Resources
Black Alliance for Just Immigration (BAJI) and the Until We’re Free Coalition
In this letter from the Until We’re Free Coalition, a group of racial justice organizations, write: “The very history of our immigration system is rooted in a legacy of racism and oppression that has long privileged white immigrants. In fact, our immigration laws have always been used to exclude and target immigrants of color… The Biden administration has promised to turn the page on previous administrations’ racist immigration agenda. It should, therefore, ensure that people who were unjustly deported have a meaningful chance to return to their homes and families in the U.S.”
Children Thrive Action Network
Outlining policy recommendations, the Children Thrive Action Network Children writes: “Children and young people from communities of color bear a higher burden of the costs of deportation, resulting from systemic racism, social inequality, and a punitive immigration enforcement system. This factsheet outlines the available evidence on the harms to children’s safety, mental and physical health, education, financial stability, and offers recommendations for policymakers to remedy the harm. Children should be centered in immigrant policy, not be afterthoughts. Policymakers must remedy the harm through policies that promote family unity and child well-being.”
232 National, State, and Local Organizations
Led by the Immigration Hub and America’s Voice, more than 230 organizations endorsed a 2021 Immigration Action Plan for the new administration that includes: “a parole process for individuals who have been harmed by the family separation policy, visa backlogs, deportation and other hardships,” as well as a “program to allow individuals deported or excluded from the U.S. on illegal or discriminatory procedural or substantive grounds, or due to errors of fact or law, to return to process their applications and explore other forms of redress.”
90 National, State, and Local Civil and Human Rights, Labor, and Immigrant and Racial Justice Organizations
Writing to President Biden, the organizations call for “a ‘chance to come home’ program honoring the principles of family unity and second chances by allowing people enduring family separation and other hardship due to unfair deportations to apply to return to their home and loved ones in the United States.”
Roadmap to Freedom
Reps. Jayapal, Garcia, Escobar, Ocasio Cortez, Chu, and Clarke, along with FIRM Action (a grassroots immigrant rights network) crafted a “Roadmap to Freedom” resolution to introduce in the 117th Congress. The resolution calls for “creating a just and accessible process for eligible individuals who are deported, detained, or in sanctuary to reunite with their families and communities, and return home in the United States,” among other priorities.
Members of Congress have also demonstrated support for return after deportation for various constituencies, through introduction of the Protect Patriot Spouses Act; Adoptee Citizenship Act; Veteran Deportation Prevention and Reform Act; and other bills.
Children Thrive Action Network + 180 Organizations
A letter about transition priorities, signed by over 180 organizations working to defend and support children in immigrant families, includes rewriting “existing return policies to ensure a right to return to the United States for immigrants who have been deported from their families and communities.”
Interfaith Immigration Coalition
The Interfaith Immigration Coalition’s recommendations for the Biden-Harris Administration include allowing “individuals to return to the U.S. after deportation when it is in the interest of the public good and family unity.”
American Immigration Lawyers Association
In its recommendations for the future of immigration, AILA calls for “robust policies on humanitarian parole,” one of the mechanisms that can be used to allow an individual to return to the United States after a deportation.
Immigrant Legal Resource Center
In its “Blueprint for the Next Administration,” ILRC calls for deportations to “be reviewed and individuals unjustly deported [to] be afforded opportunities to return to the US. These are important steps forward to undo the harm done by the Trump administration’s racist and xenophobic policies.”
Ohio Immigrant Alliance
In a post-election statement, the Ohio Immigrant Alliance explains that facilitating return after deportation must be part of the recovery process after four years of Trump anti-immigration cruelty. “Allowing aspiring Americans who were deported to return to the U.S. is part of the healing we need as a nation. Let’s welcome them home.”
Constituents
After the election, over 500 Americans signed a petition to the Biden-Harris administration in support of the: “U.S. veterans, DACA beneficiaries, spouses and parents of U.S. citizens, long-term U.S. residents, business owners, and refugees [who] have all been deported in recent years, cruelly separated from their homes and loved ones because of politics.” They are calling for return after deportation policies “to help heal this nation.”
Ahead of the 2020 Democratic National Convention, hundreds of Americans also signed a petition “calling on the Democratic Party to include return after deportation in the 2020 national platform.” They wrote: “This applies to people with families and single individuals: everyone who considers the United States their home.”
Currently, nearly 600 people signed a petition to President Biden that states: “Deportation is an extreme consequence for a civil immigration violation. The Trump administration wasn’t the first to deport people with cruelty, but it certainly spread the pain. This problem must be fixed by the Biden administration. We are calling for both administrative policy changes and legislative reform to bring our friends and loved ones home.”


• Try it
Within the listing below, how many lines hold the string "series"? Only the number should be given.

• Given records
☆ ☆ ☆ ☆
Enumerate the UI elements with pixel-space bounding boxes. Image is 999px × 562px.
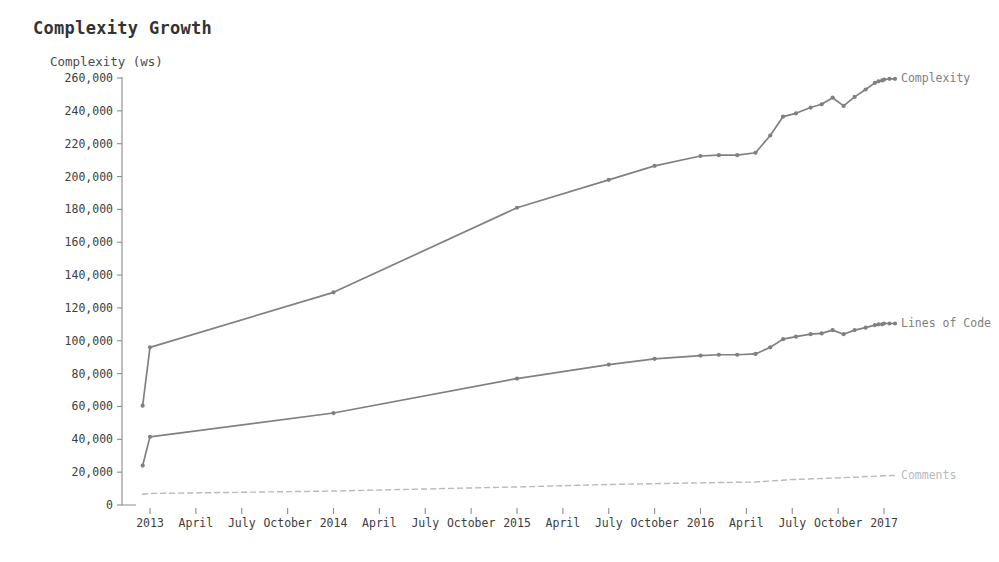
data-point-marker — [331, 290, 335, 294]
series-label: Complexity — [901, 71, 970, 85]
chart-container: Complexity Growth Complexity (ws) 020,00… — [0, 0, 999, 562]
y-tick-label: 0 — [106, 498, 113, 512]
data-point-marker — [887, 321, 891, 325]
series-line — [143, 475, 895, 494]
data-point-marker — [893, 77, 897, 81]
data-point-marker — [148, 435, 152, 439]
data-point-marker — [876, 322, 880, 326]
data-point-marker — [515, 376, 519, 380]
data-point-marker — [820, 331, 824, 335]
data-point-marker — [842, 104, 846, 108]
x-tick-label: April — [729, 516, 764, 530]
data-point-marker — [864, 87, 868, 91]
data-point-marker — [141, 463, 145, 467]
data-point-marker — [853, 95, 857, 99]
x-tick-label: July — [411, 516, 439, 530]
data-point-marker — [831, 96, 835, 100]
y-tick-label: 20,000 — [71, 465, 113, 479]
data-point-marker — [873, 323, 877, 327]
data-point-marker — [893, 321, 897, 325]
data-point-marker — [515, 206, 519, 210]
data-point-marker — [141, 404, 145, 408]
y-tick-label: 260,000 — [65, 71, 114, 85]
data-point-marker — [607, 178, 611, 182]
data-point-marker — [331, 411, 335, 415]
data-point-marker — [717, 153, 721, 157]
data-point-marker — [882, 78, 886, 82]
data-point-marker — [148, 345, 152, 349]
y-tick-label: 140,000 — [65, 268, 114, 282]
y-tick-label: 40,000 — [71, 432, 113, 446]
data-point-marker — [768, 133, 772, 137]
data-point-marker — [809, 332, 813, 336]
x-tick-label: October — [263, 516, 312, 530]
data-point-marker — [735, 353, 739, 357]
data-point-marker — [864, 326, 868, 330]
y-tick-label: 80,000 — [71, 367, 113, 381]
y-tick-label: 240,000 — [65, 104, 114, 118]
x-tick-label: 2013 — [136, 516, 164, 530]
y-tick-label: 160,000 — [65, 235, 114, 249]
series-line — [143, 79, 895, 406]
y-tick-label: 100,000 — [65, 334, 114, 348]
data-point-marker — [698, 353, 702, 357]
x-tick-label: 2017 — [870, 516, 898, 530]
series-label-group: ComplexityLines of CodeComments — [901, 71, 991, 482]
series-group — [141, 77, 898, 495]
y-tick-label: 120,000 — [65, 301, 114, 315]
axis-lines — [122, 77, 136, 505]
data-point-marker — [607, 362, 611, 366]
data-point-marker — [876, 79, 880, 83]
series-label: Lines of Code — [901, 316, 991, 330]
y-axis-tick-group: 020,00040,00060,00080,000100,000120,0001… — [65, 71, 122, 512]
x-tick-label: July — [778, 516, 806, 530]
x-axis-tick-group: 2013AprilJulyOctober2014AprilJulyOctober… — [136, 508, 898, 530]
data-point-marker — [698, 154, 702, 158]
data-point-marker — [882, 321, 886, 325]
y-tick-label: 200,000 — [65, 170, 114, 184]
data-point-marker — [653, 164, 657, 168]
data-point-marker — [753, 151, 757, 155]
y-tick-label: 180,000 — [65, 202, 114, 216]
x-tick-label: 2014 — [320, 516, 348, 530]
series-line — [143, 324, 895, 466]
x-tick-label: April — [546, 516, 581, 530]
data-point-marker — [781, 337, 785, 341]
data-point-marker — [794, 335, 798, 339]
data-point-marker — [842, 332, 846, 336]
x-tick-label: October — [814, 516, 863, 530]
data-point-marker — [717, 353, 721, 357]
x-tick-label: April — [362, 516, 397, 530]
data-point-marker — [781, 114, 785, 118]
line-chart-plot: 020,00040,00060,00080,000100,000120,0001… — [0, 0, 999, 562]
x-tick-label: July — [595, 516, 623, 530]
x-tick-label: 2016 — [687, 516, 715, 530]
x-tick-label: April — [179, 516, 214, 530]
data-point-marker — [831, 328, 835, 332]
data-point-marker — [887, 77, 891, 81]
y-tick-label: 220,000 — [65, 137, 114, 151]
data-point-marker — [873, 81, 877, 85]
x-tick-label: July — [228, 516, 256, 530]
x-tick-label: October — [630, 516, 679, 530]
data-point-marker — [794, 111, 798, 115]
data-point-marker — [735, 153, 739, 157]
x-tick-label: October — [447, 516, 496, 530]
data-point-marker — [809, 105, 813, 109]
series-label: Comments — [901, 468, 956, 482]
data-point-marker — [653, 357, 657, 361]
data-point-marker — [753, 352, 757, 356]
y-tick-label: 60,000 — [71, 399, 113, 413]
data-point-marker — [820, 102, 824, 106]
x-tick-label: 2015 — [503, 516, 531, 530]
data-point-marker — [768, 345, 772, 349]
data-point-marker — [853, 328, 857, 332]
☆ ☆ ☆ ☆
• Solution to the problem
8